The U.S. president’s charges that China is “manipulating” a currency that’s been “dropping like a rock” came at the end of a six-week slide in the yuan that took it to its lowest level in more than a year against the dollar. The remarks, in a tweet and an interview with CNBC, suggested to market participants that the U.S.-China trade war is now broadening to include currencies, putting fresh scrutiny on Chinese management of the yuan.

After overseeing a slide in the yuan of almost 5 percent since mid-June, the question for Chinese officials now is whether to turn to other policy measures to support growth in the face of headwinds to exports. Wang Tao at UBS Group AG is among those predicting China will use other tools than the exchange rate to “cushion the blow” from the trade war.

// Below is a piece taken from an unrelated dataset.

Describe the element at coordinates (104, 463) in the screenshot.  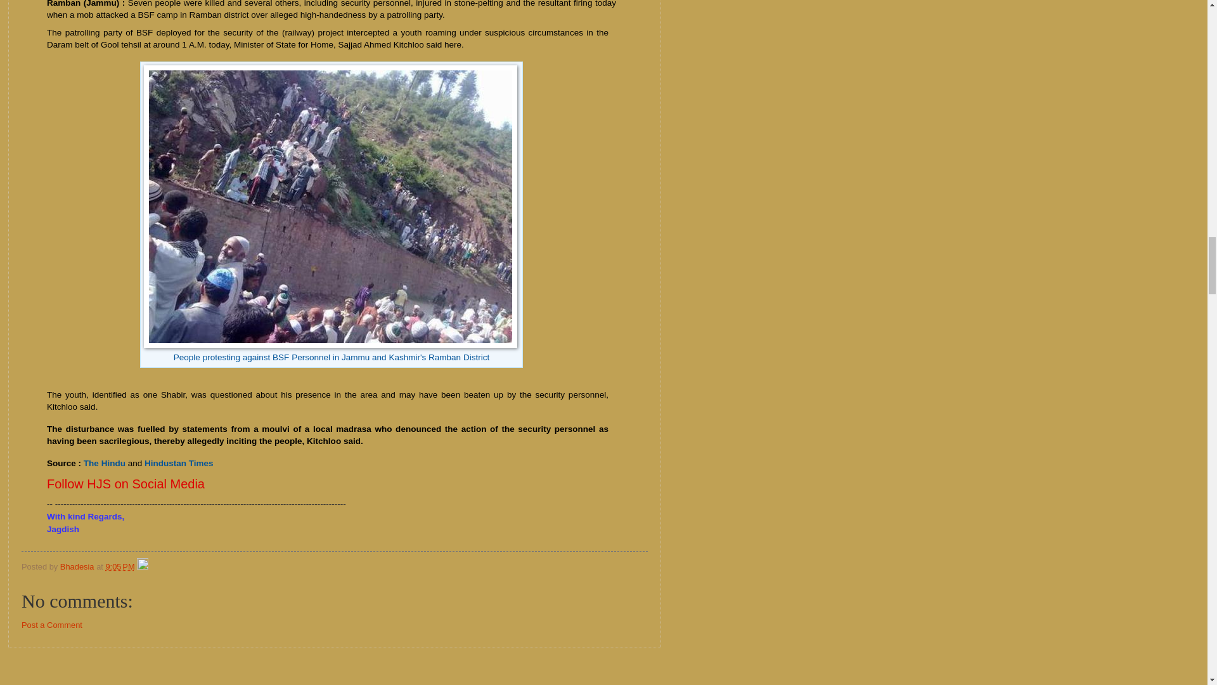
I see `The Hindu` at that location.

“The central bank will work to stabilize the currency,” Wang, UBS’s head of China economic research in Hong Kong, said in a Bloomberg Television interview. “So what can China do? At this moment I think they can ease some of the tightening” in credit and fiscal policy, to support infrastructure investment, she said.

China set the reference rate for the onshore yuan at 6.7593 Monday, compared with a forecast 6.7554. The offshore yuan was little changed at 6.7764 as of 9:17 a.m. in Shanghai.

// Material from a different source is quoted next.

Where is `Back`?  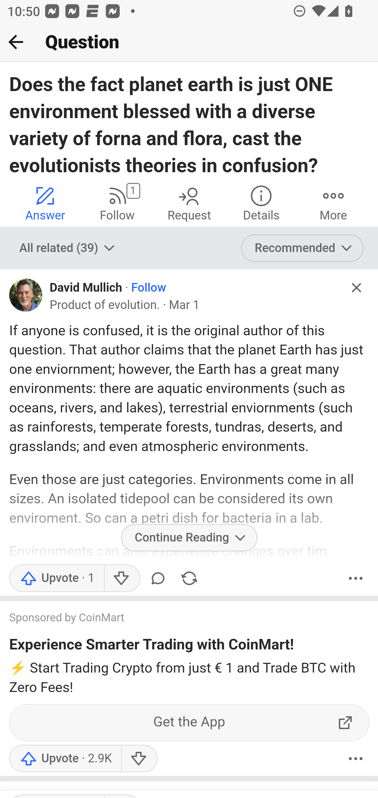 Back is located at coordinates (16, 42).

Trump’s criticism aside, China watchers have highlighted how the yuan’s depreciation this time around is better understood by investors as a reflection of economic fundamentals, rather than the 2015-style shock.

“A few years ago we didn’t have a story to justify the yuan weakening,” said Iris Pang, greater China economist at ING Bank in Hong Kong. “It was the PBOC that triggered the sudden yuan devaluation, without any notice or without any hints,” she said of the People’s Bank of China in 2015.

While the yuan has had effects on markets -- for example, futures contracts on the S&P 500 Index, Asian equities and oil all dropped for a time Friday after China cut the yuan’s daily reference rate the most in more than two years -- the impact has been limited.

The S&P 500, for example, remains on track for a fourth consecutive month of gains, compared with its 6.3 percent decline of August 2015. While Chinese stocks have entered a bear market, with the CSI 300 Index down about 20 percent from its January peak, that’s occurred alongside softening growth and worries over rising corporate defaults.

Market Driven?

As China’s officials determine whether to respond to Trump’s yuan manipulation charge, economists say there are clear arguments for a cheaper Chinese currency, justifying the current weakness.

“The currency should be depreciating from a broad macro perspective -- you have the Fed hiking and PBOC easing, so at some point it will be reflected in the FX market,” Frederic Neumann, co-head of Asian economics research at HSBC Holdings Plc (LON:HSBA) in Hong Kong, told Bloomberg Television. “This is still in line with the broader PBOC policy of introducing more volatility and letting the market play itself out.”

Bloomberg Economics estimates that the yuan is around 6.6 percent overvalued, based on economic fundamentals. Fielding Chen and Tom Orlik wrote in their analysis Friday that “there’s a sense that the decline is in line with Beijing’s wishes and -- if they want -- under their control.”

Even so, China has reasons to avoid sustained declines in the yuan. Earlier this decade it burned through about $1 trillion of reserves to stem an exodus of capital. And this June saw $10.7 billion in cross-border outflows, Morgan Stanley (NYSE:MS) estimates.

Chinese authorities have taken steps to ensure the slide doesn’t get unwieldy. After a 2 percent drop over the space of a week, PBOC Governor Yi Gang and other senior officials in early July underscored that China favored a stable currency. Again on Friday, after the morning tumble in the yuan began unsettling Asian investors, there were signs of action to stem the decline.

“Chasing USD/CNY higher is probably the wrong trade,” Goldman Sachs Group Inc (NYSE:GS). strategists including Zach Pandl in New York wrote in a note to clients Friday, referring to the dollar-yuan currency ticker. The yuan “will be more stable, as the U.S. could interpret further depreciation as a form of retaliation,” they said, sticking with a three-month forecast of 6.7 per dollar. “For now.”

(Updates with economist’s comment starting in third paragraph.)